From Checkbox to Conversation: Rethinking Annual Reviews
Oct 30, 2025
Written by Susan Kuepfer
Picture this: It’s November. Your inbox is full of reminders — annual reviews are due. You’re scrambling to find time, your team is anxious, and you’re already exhausted before the first meeting begins.
The problem isn’t the review itself — it’s how we approach it.
Most leaders make the same mistakes year after year. They schedule at the last minute, skip preparation, and mix performance feedback with development conversations. The result? Team members leave feeling unseen, leaders feel drained, and everyone treats it like a box to tick rather than a meaningful conversation.
But what if it could be different? What if annual reviews became one of your most powerful tools for building a high-performing team?
The Shift: From Evaluation to Contracting
So what’s the alternative? Instead of treating reviews as evaluations, think of them as "contracting conversations."
What’s contracting? It’s about designing the working relationship — getting clear on how you want to work together, what you need from each other, and how you’ll navigate the year ahead. Most leaders skip this step entirely. They jump straight to feedback and goal-setting. But without a clear contract about the relationship itself, everything else wobbles.
When you use annual reviews to contract with your team members — to design how you’ll work together — everything changes.
(Want to dive deeper into relationship design? Read more about the A.L.I.G.N.™ framework.)
Here are three practical shifts to make it happen.
Tip 1: Prepare to Design, Not Just Deliver
Common mistake: Spending prep time reviewing performance data and crafting feedback.
Better approach: Prepare for a conversation about the relationship, not just a monologue about performance.
Most leaders prepare by gathering evidence: What did this person achieve? Where did they fall short? What feedback do I need to give? That’s necessary — but it’s not enough.

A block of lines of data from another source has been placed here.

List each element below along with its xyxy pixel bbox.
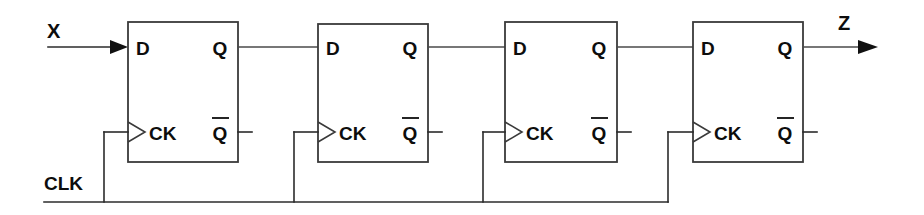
- output-z-label: Z: [838, 12, 850, 34]
- flipflop-2: D Q Q CK: [294, 24, 442, 202]
- flipflop-2-qbar-label: Q: [403, 123, 418, 144]
- circuit-canvas: X D Q Q CK D Q Q CK: [0, 0, 924, 215]
- input-x-group: X: [47, 20, 128, 54]
- flipflop-3-d-label: D: [513, 38, 527, 59]
- flipflop-3-ck-label: CK: [526, 123, 554, 144]
- flipflop-4-d-label: D: [701, 38, 715, 59]
- flipflop-1-q-label: Q: [213, 38, 228, 59]
- flipflop-2-d-label: D: [326, 38, 340, 59]
- flipflop-1-ck-label: CK: [149, 123, 177, 144]
- output-z-arrow-icon: [858, 40, 878, 54]
- output-z-group: Z: [803, 12, 878, 54]
- input-x-arrow-icon: [110, 40, 128, 54]
- flipflop-1-d-label: D: [136, 38, 150, 59]
- clock-label: CLK: [44, 173, 83, 194]
- flipflop-1-qbar-label: Q: [213, 123, 228, 144]
- circuit-diagram: X D Q Q CK D Q Q CK: [0, 0, 924, 215]
- flipflop-3-qbar-label: Q: [592, 123, 607, 144]
- flipflop-2-ck-label: CK: [339, 123, 367, 144]
- flipflop-1: D Q Q CK: [104, 22, 252, 202]
- input-x-label: X: [47, 20, 61, 42]
- flipflop-4-qbar-label: Q: [778, 123, 793, 144]
- flipflop-3: D Q Q CK: [483, 22, 631, 202]
- flipflop-4-ck-label: CK: [714, 123, 742, 144]
- clock-bus-group: CLK: [44, 173, 668, 202]
- flipflop-4: D Q Q CK: [668, 22, 817, 202]
- flipflop-2-q-label: Q: [403, 38, 418, 59]
- flipflop-3-q-label: Q: [592, 38, 607, 59]
- flipflop-4-q-label: Q: [778, 38, 793, 59]
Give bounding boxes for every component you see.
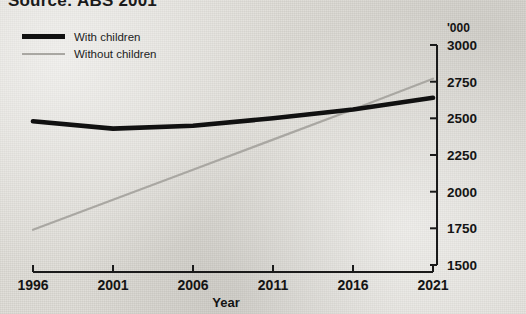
x-tick-label-2016: 2016 — [337, 277, 368, 293]
x-axis-title: Year — [212, 295, 239, 310]
x-tick-label-2021: 2021 — [417, 277, 448, 293]
y-tick-label-2000: 2000 — [447, 185, 477, 200]
x-tick-label-1996: 1996 — [17, 277, 48, 293]
chart-screenshot: Source: ABS 2001 With children Without c… — [0, 0, 526, 314]
x-tick-label-2011: 2011 — [258, 277, 289, 293]
x-tick-label-2001: 2001 — [97, 277, 128, 293]
y-tick-label-2750: 2750 — [447, 75, 477, 90]
y-tick-label-2250: 2250 — [447, 148, 477, 163]
y-tick-label-3000: 3000 — [447, 38, 477, 53]
x-tick-label-2006: 2006 — [177, 277, 208, 293]
y-tick-label-2500: 2500 — [447, 111, 477, 126]
y-tick-label-1500: 1500 — [447, 258, 477, 273]
series-line-without-children — [33, 79, 433, 230]
y-axis-unit-label: '000 — [447, 21, 470, 35]
y-tick-label-1750: 1750 — [447, 221, 477, 236]
chart-plot-area: '000 3000 2750 2500 2250 2000 1750 1500 … — [0, 0, 526, 314]
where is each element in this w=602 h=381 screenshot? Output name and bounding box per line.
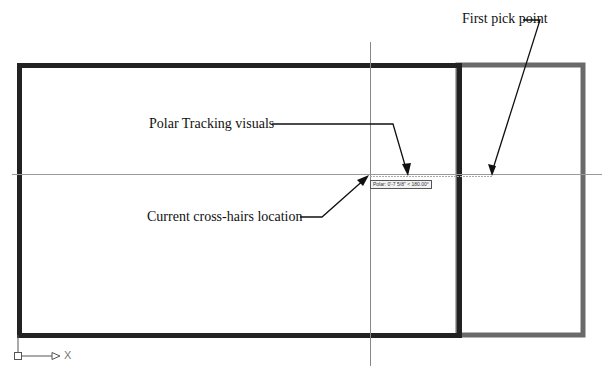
- leader-polar-tracking: [272, 124, 407, 172]
- label-crosshairs: Current cross-hairs location: [147, 209, 303, 225]
- polar-tooltip: Polar: 0'-7 5/8" < 180.00°: [370, 180, 432, 189]
- ucs-x-label: X: [64, 349, 71, 361]
- ucs-x-arrow-icon: [52, 353, 60, 360]
- label-first-pick-point: First pick point: [462, 11, 548, 27]
- drawing-canvas[interactable]: [0, 0, 602, 381]
- ucs-origin-icon: [15, 353, 22, 360]
- label-polar-tracking: Polar Tracking visuals: [149, 116, 274, 132]
- main-rectangle: [20, 66, 460, 336]
- leader-first-pick: [492, 20, 540, 172]
- gray-rectangle: [458, 65, 583, 335]
- leader-crosshairs: [300, 178, 366, 217]
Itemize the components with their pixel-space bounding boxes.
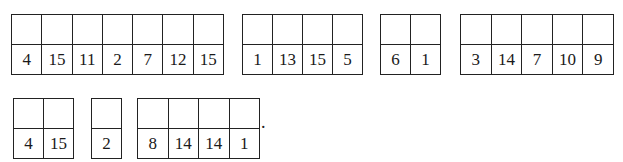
terminal-period: . [261,112,266,133]
word-box-group-4: 3 14 7 10 9 [460,14,614,75]
answer-cell[interactable] [243,15,273,45]
answer-cell[interactable] [303,15,333,45]
answer-cell[interactable] [73,15,103,45]
answer-cell[interactable] [133,15,163,45]
code-number-cell: 13 [273,45,303,75]
word-box-group-3: 6 1 [380,14,441,75]
word-box-group-7: 8 14 14 1 [137,98,260,159]
code-number-cell: 11 [73,45,103,75]
answer-cell[interactable] [169,99,200,129]
code-number-cell: 15 [194,45,224,75]
answer-cell[interactable] [553,15,584,45]
code-number-cell: 15 [303,45,333,75]
answer-cell[interactable] [194,15,224,45]
code-number-cell: 3 [461,45,492,75]
answer-cell[interactable] [138,99,169,129]
answer-cell[interactable] [92,99,122,129]
code-number-cell: 7 [522,45,553,75]
code-number-cell: 7 [133,45,163,75]
code-number-cell: 1 [411,45,441,75]
answer-cell[interactable] [199,99,230,129]
word-box-group-5: 4 15 [13,98,74,159]
answer-cell[interactable] [12,15,42,45]
answer-cell[interactable] [230,99,261,129]
code-number-cell: 10 [553,45,584,75]
code-number-cell: 9 [583,45,614,75]
answer-cell[interactable] [163,15,193,45]
word-box-group-2: 1 13 15 5 [242,14,363,75]
answer-cell[interactable] [461,15,492,45]
word-box-group-1: 4 15 11 2 7 12 15 [11,14,224,75]
answer-cell[interactable] [42,15,72,45]
code-number-cell: 1 [230,129,261,159]
code-number-cell: 12 [163,45,193,75]
answer-cell[interactable] [333,15,363,45]
code-number-cell: 4 [14,129,44,159]
answer-cell[interactable] [492,15,523,45]
code-number-cell: 2 [103,45,133,75]
code-number-cell: 2 [92,129,122,159]
code-number-cell: 14 [492,45,523,75]
answer-cell[interactable] [522,15,553,45]
code-number-cell: 14 [169,129,200,159]
code-number-cell: 15 [42,45,72,75]
code-number-cell: 4 [12,45,42,75]
word-box-group-6: 2 [91,98,122,159]
code-number-cell: 6 [381,45,411,75]
answer-cell[interactable] [273,15,303,45]
code-number-cell: 15 [44,129,74,159]
answer-cell[interactable] [381,15,411,45]
answer-cell[interactable] [411,15,441,45]
answer-cell[interactable] [103,15,133,45]
code-number-cell: 5 [333,45,363,75]
code-number-cell: 8 [138,129,169,159]
code-number-cell: 14 [199,129,230,159]
answer-cell[interactable] [14,99,44,129]
code-number-cell: 1 [243,45,273,75]
answer-cell[interactable] [44,99,74,129]
answer-cell[interactable] [583,15,614,45]
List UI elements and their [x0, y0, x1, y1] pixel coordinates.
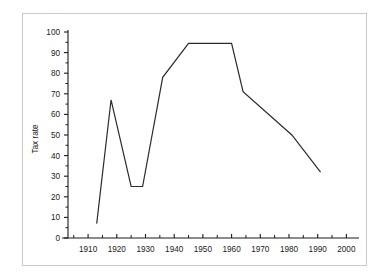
tax-rate-line-chart: 0102030405060708090100191019201930194019…	[0, 0, 388, 279]
x-tick-label: 1970	[251, 245, 270, 254]
data-series-line	[97, 43, 321, 223]
x-tick-label: 1960	[222, 245, 241, 254]
x-tick-label: 1920	[108, 245, 127, 254]
y-tick-label: 0	[55, 234, 60, 243]
y-tick-label: 50	[51, 131, 61, 140]
y-axis-title: Tax rate	[31, 124, 40, 154]
y-tick-label: 70	[51, 90, 61, 99]
x-tick-label: 1990	[309, 245, 328, 254]
y-tick-label: 40	[51, 152, 61, 161]
x-tick-label: 1930	[136, 245, 155, 254]
y-tick-label: 100	[46, 28, 60, 37]
y-tick-label: 30	[51, 172, 61, 181]
x-tick-label: 1980	[280, 245, 299, 254]
x-tick-label: 1910	[79, 245, 98, 254]
y-tick-label: 60	[51, 110, 61, 119]
y-tick-label: 90	[51, 49, 61, 58]
y-tick-label: 20	[51, 193, 61, 202]
x-tick-label: 2000	[337, 245, 356, 254]
x-tick-label: 1950	[194, 245, 213, 254]
x-tick-label: 1940	[165, 245, 184, 254]
y-tick-label: 80	[51, 69, 61, 78]
y-tick-label: 10	[51, 213, 61, 222]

High-performing leaders also ask: How did we work together this year? What worked? What didn’t? What does this person need from me that they’re not getting?
Before the meeting, reflect on these questions:
- What do I know about how this person works best? What don’t I know yet?
- How do we communicate? What helps or hurts our conversations?
- What impact is this person trying to have? Am I helping or hindering?
- What’s our exchange? Am I giving what they need — and are they getting what they need from me?
- What needs to change or continue for us to work better together?
Ask your team members to reflect on the same questions. When you both prepare this way, the conversation shifts — from delivering feedback to co-designing how you’ll work together for the year ahead.
Tip 2: Split Performance from Development
Common mistake: Trying to discuss past performance and future growth in the same conversation.
Better approach: Have two separate conversations — one week apart.
Mixing performance feedback with development planning creates confusion. Imagine spending 30 minutes discussing what someone did well and where they fell short, then immediately asking about their career aspirations. How open do you think they’ll be?
Not very. They’re still processing feedback, wondering how it affects their future.
Split the conversations instead:
Meeting 1: Performance Conversation
- Focus: What happened this year?
- Topics: Results, achievements, gaps
- Outcome: Shared understanding of performance
Meeting 2: Development Conversation (one week later)
- Focus: What’s next?
- Topics: Aspirations, strengths, growth areas, development plan
- Outcome: A contract for growth
When you separate these discussions, people can receive feedback without fear — and be honest about growth without judgment. You create space for both accountability and possibility.
Tip 3: Schedule a Year Ahead
Common mistake: Scrambling to find time weeks before reviews are due.
Better approach: Schedule annual reviews twelve months in advance.
It might sound ambitious, but here’s why it matters: when you schedule reviews at the last minute, you send a message that it’s not important. People feel that. They get anxious and wonder if the conversation will even happen.
When reviews are already blocked in your calendar for next year, it sends a different message: This relationship matters. Your development matters.
How to make it work:
- Schedule two separate meetings — one for performance, one for development
- Block preparation time for both of you
- Share your contracting questions ahead of time
- Ask your team member, “What do you want to focus on in our conversation?”
When you schedule with intention, you create space for real dialogue: not rushed, not squeezed in. Real.
The Paradox
The paradox of leadership is this: the more you try to control performance through evaluation, the less engagement you create. But when you consciously design how you work together, performance follows — built on trust, clarity, and shared purpose.
Annual reviews don’t have to be dreaded. They can be transformative: Prepare to contract. Split performance from development. Schedule a year ahead.
Three simple shifts. One powerful outcome.
You’re not just managing performance — you’re contracting for it.
Start Now

Open your calendar and schedule next year’s reviews. And... don't forget this year's reviews if not scheduled already 😁
Share your contracting questions with your team, and invite them to co-create what’s possible when reviews become real partnerships.
That’s how you turn pain into performance.